What this actress does in Colossal will make your hatred of her look petty and small. Portraying the type of writer who would probably pen a “7 Reasons Why Anne Hathaway Is So Hateable” listicle for the internet, she vividly and hilariously creates a barely functioning alcoholic who realizes she’s caught in several destructive cycles and needs to break them if she’s going to save herself and the city of Seoul.

Brooklynn Prince

Meet Moonee. She’s 7, and she lives in a cheap motel near Disney World in Orlando. She likes torturing the manager by eating ice cream in his office so it drips onto the linoleum when it melts. She also likes setting things on fire. She’s portrayed by this little actress with so much verve and joy that you can’t look away, and she makes The Florida Project into the beautiful crusher that it is.

Florence Pugh

The deadly chill of Lady Macbeth radiates directly from this English newcomer, playing a rich man’s 19th-century trophy wife with an unlikely mixture of fierce sexuality and cold murderousness as she kills people to cover up her affair or save herself from the consequences. Oppressed as a woman and privileged as a white person, she nevertheless comes across not as a symbol but as a breathing, killing, frustrated human being.

Margot Robbie

If you seek evidence that this Australian native can do more than just look hot, find your way to the nearest screening of I, Tonya.
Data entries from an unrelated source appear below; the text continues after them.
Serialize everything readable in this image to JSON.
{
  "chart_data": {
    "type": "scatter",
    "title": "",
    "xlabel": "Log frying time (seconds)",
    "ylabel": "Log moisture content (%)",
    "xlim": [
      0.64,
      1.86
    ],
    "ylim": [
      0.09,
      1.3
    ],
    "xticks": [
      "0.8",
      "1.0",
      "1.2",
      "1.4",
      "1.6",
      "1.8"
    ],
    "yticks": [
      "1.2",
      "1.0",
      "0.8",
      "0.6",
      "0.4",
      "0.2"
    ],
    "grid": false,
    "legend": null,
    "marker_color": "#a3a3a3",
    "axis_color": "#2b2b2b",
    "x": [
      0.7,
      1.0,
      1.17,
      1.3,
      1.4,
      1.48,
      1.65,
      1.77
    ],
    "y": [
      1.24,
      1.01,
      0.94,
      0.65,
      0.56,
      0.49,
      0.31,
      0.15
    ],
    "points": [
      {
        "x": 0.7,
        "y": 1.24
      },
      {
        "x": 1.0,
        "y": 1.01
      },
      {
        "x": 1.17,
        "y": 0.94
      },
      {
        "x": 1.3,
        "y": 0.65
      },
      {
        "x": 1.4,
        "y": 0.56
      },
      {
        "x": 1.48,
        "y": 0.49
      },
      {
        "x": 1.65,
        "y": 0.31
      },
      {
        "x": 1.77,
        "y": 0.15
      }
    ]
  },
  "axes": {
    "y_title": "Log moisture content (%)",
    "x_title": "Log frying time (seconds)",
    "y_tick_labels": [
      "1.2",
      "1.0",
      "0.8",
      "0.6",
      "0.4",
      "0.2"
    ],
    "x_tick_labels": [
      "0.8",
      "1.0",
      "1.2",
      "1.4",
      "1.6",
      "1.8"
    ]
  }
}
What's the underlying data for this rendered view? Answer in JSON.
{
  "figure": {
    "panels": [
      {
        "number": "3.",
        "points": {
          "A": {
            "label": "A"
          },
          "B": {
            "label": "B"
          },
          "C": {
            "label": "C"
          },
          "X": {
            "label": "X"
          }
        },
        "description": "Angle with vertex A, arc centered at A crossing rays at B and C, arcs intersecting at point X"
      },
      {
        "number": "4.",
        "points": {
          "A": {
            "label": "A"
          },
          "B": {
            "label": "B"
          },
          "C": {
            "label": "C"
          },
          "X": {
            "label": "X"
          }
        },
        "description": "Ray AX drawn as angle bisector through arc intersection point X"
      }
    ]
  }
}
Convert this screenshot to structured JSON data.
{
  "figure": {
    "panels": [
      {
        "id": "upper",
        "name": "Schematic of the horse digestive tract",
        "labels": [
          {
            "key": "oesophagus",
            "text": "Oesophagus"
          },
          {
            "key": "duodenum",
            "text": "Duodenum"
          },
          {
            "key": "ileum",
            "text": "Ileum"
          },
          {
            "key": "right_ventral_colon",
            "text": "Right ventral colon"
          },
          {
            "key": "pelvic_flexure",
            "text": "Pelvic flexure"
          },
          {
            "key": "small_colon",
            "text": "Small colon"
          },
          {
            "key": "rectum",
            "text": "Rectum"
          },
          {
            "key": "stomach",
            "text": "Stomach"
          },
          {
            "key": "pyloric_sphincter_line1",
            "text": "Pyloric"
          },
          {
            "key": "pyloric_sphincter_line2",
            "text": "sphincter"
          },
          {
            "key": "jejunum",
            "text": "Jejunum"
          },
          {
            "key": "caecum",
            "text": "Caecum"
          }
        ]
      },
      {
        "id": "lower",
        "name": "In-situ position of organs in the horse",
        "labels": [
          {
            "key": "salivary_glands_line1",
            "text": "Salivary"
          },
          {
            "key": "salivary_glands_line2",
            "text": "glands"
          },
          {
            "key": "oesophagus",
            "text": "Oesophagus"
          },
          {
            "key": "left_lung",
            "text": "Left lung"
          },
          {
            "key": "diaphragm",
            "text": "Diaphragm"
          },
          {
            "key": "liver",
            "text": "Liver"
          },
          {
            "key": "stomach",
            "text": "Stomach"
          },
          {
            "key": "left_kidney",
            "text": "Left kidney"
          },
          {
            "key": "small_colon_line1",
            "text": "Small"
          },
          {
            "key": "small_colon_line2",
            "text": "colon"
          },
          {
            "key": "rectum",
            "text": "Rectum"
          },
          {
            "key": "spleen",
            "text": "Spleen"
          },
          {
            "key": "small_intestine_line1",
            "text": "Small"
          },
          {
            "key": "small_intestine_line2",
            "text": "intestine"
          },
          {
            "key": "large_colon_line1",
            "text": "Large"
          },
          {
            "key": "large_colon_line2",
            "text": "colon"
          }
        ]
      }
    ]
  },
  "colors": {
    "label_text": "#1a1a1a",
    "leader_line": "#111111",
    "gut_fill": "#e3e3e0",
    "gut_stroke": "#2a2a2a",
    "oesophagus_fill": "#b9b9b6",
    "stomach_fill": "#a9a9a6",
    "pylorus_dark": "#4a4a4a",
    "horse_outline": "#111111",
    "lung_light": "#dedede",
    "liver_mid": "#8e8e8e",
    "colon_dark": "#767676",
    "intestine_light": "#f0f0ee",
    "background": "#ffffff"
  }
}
Yes, she does much physical work to convince you that she could be an Olympic figure skater (and later professional boxer), but you also see a woman who’s trying to reckon with the damage of lifelong abuse and finds a way out only by embracing the public’s hate.

Saoirse Ronan


As Saturday Night Live recently demonstrated, you can stick this Oscar nominee on an episode of Floribama Shore and she won’t look out of place. If you want proof of her range, look at Lady Bird next to 2015’s Brooklyn and marvel at the vastly different characters that she’s portraying. That scene after Lady Bird’s first kiss, when she runs down the street and screams in joy, is a moment of pure delirium.

Kristen Stewart

It’s very possible that Personal Shopper doesn’t work with any other actress in the lead role. As I said in my review of the film, her ambiguity (sexual and otherwise) keys this story that is built on you not being able to trust what’s real and what isn’t. While her character is trying to commune with the afterlife, she seems to be using the trappings of her job — all those designer dresses and bags and shoes — to stay grounded. The way she negotiates this tricky material is nothing less than astonishing.

Honorable mention: Richard Gere’s wandering, hustling Jew in Norman: The Moderate Rise and Tragic Fall of a New York Fixer … Jake Gyllenhaal’s immature guy turned unwilling symbol of Boston in Stronger … Sally Hawkins’ mute who finds weird, glorious love in The Shape of Water … Hugh Jackman’s burned-out superhero in decline in Logan … Kim Ok-vin’s action-movie badass in The Villainess … Diane Kruger’s vengeful German mother in In the Fade … Menashe Lustig’s doughty Hasidic dad in Menashe … Garance Marillier’s vegan-turned-cannibal in Raw … James McAvoy’s demented multiple-personality case in Split … Frances McDormand’s vengeful American mother in Three Billboards Outside Ebbing, Missouri … Emma Stone’s tennis champion struggling with her game and sexuality in Battle of the Sexes.